Fly Fishing in the Land of Giants

(Page 2)
Rob Howard

The lagoons are usually crescent shaped. Each is roughly a mile long and averages about four to six feet deep. Other species of fish live in them, too—including ample clouds of piranha—but the arapaima, while they eat almost anything, seem to prefer peacock bass, themselves formidable game fish.

“Most people come down here to fish for peacock bass—and we’re fishing with peacock bass,” says Al Perkinson, one of the organizers of the team.

We’re a clutch of reasonably skilled fly fishermen, put together by Costa sunglasses, brought here to see if this fishery and the associated tourism industry might be a worthy sporting enterprise going forward. Already, Costa has gotten USAID involved as a partner, to promote ecotourism in the region as a way to push sustainable business like sportfishing and bird-watching instead of extracting the area’s natural riches: timber, minerals, and gold. Perkinson first came here on a kind of fluky trip to these parts, something of a “what the hell” flier, and once he’d seen the place, he thought, “Hey, what if we made this a destination?” After that, it was only a question of dedicated bird-watchers and fly fishermen finding out about it through their networks.
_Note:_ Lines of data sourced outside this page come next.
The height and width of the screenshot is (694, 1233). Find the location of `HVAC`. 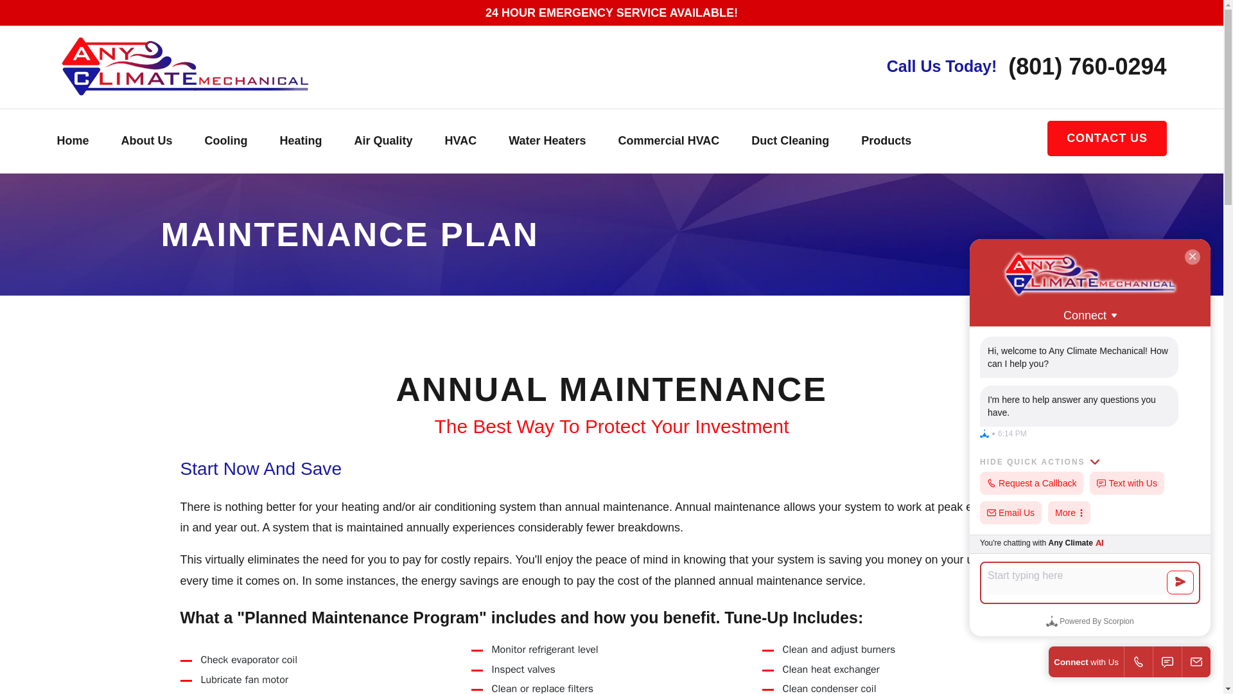

HVAC is located at coordinates (461, 141).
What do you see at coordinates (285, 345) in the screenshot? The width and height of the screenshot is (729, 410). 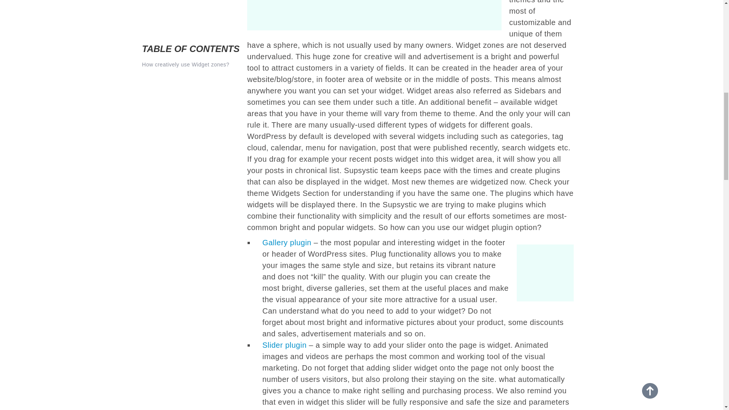 I see `Slider plugin` at bounding box center [285, 345].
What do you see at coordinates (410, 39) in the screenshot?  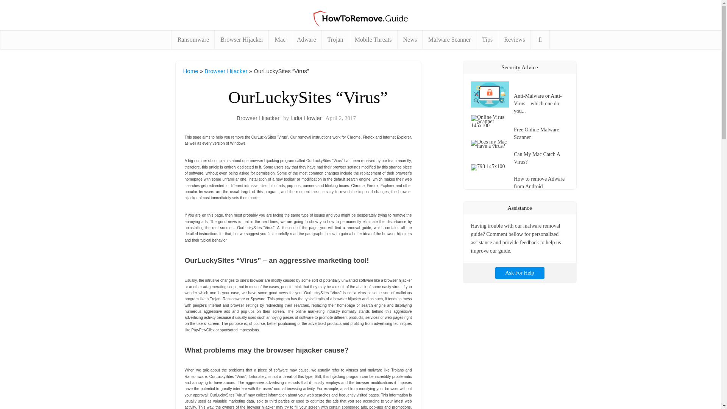 I see `News` at bounding box center [410, 39].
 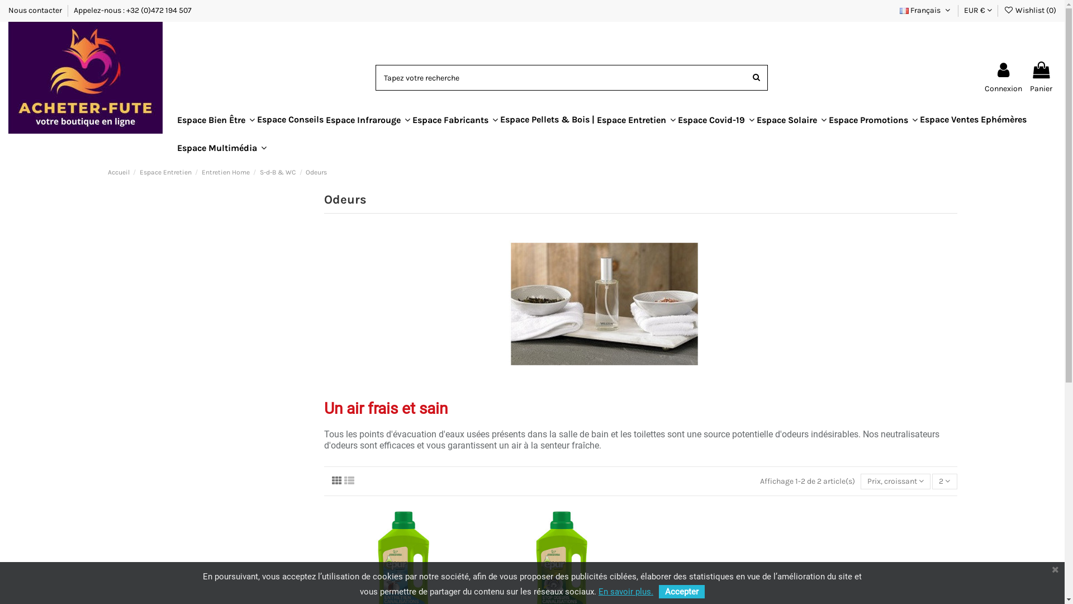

So far, the plan seems to be working.

But let’s get back to the fishing. To be particular, we’re fishing with flies that imitate peacock bass. They’re six or eight inches long, mostly tied by one of our guides, Oliver White, a professional fishing guide and international resort owner who is quite possibly the father of this technique, having first caught an arapaima on a fly in March 2011.

He’s also an expert flytier. In the water, the peacock-bass-looking flies he creates have streamery feathers and Mylar strands that appear to move and “breathe” like living fish. They’re also the size of ground squirrels, which means they’re hard to cast effectively—or accurately. This is a new frontier of big-game fly fishing. We’re in unknown territory…at its best.

On the first evening, fishing a lagoon called Grassy Pond from an eighteen-foot dugout-wood canoe, we get nothing. Just a few peacock bass nervy enough to bang on a fly a third the size they are.

The second day, however, things change. We’re in the boat on a lagoon called Simon Pond, watching and waiting as arapaima come up by the dozens to breathe and roll lazily and then submerge back inside their four-foot layer of murky water, where we then cast for them. About 11:00 a.m., one of them (which weighs 250 or 300 pounds and runs seven or eight feet long) swims casually alongside the boat. Oliver White is working as my boat’s guide with a local named Rovin Alvin.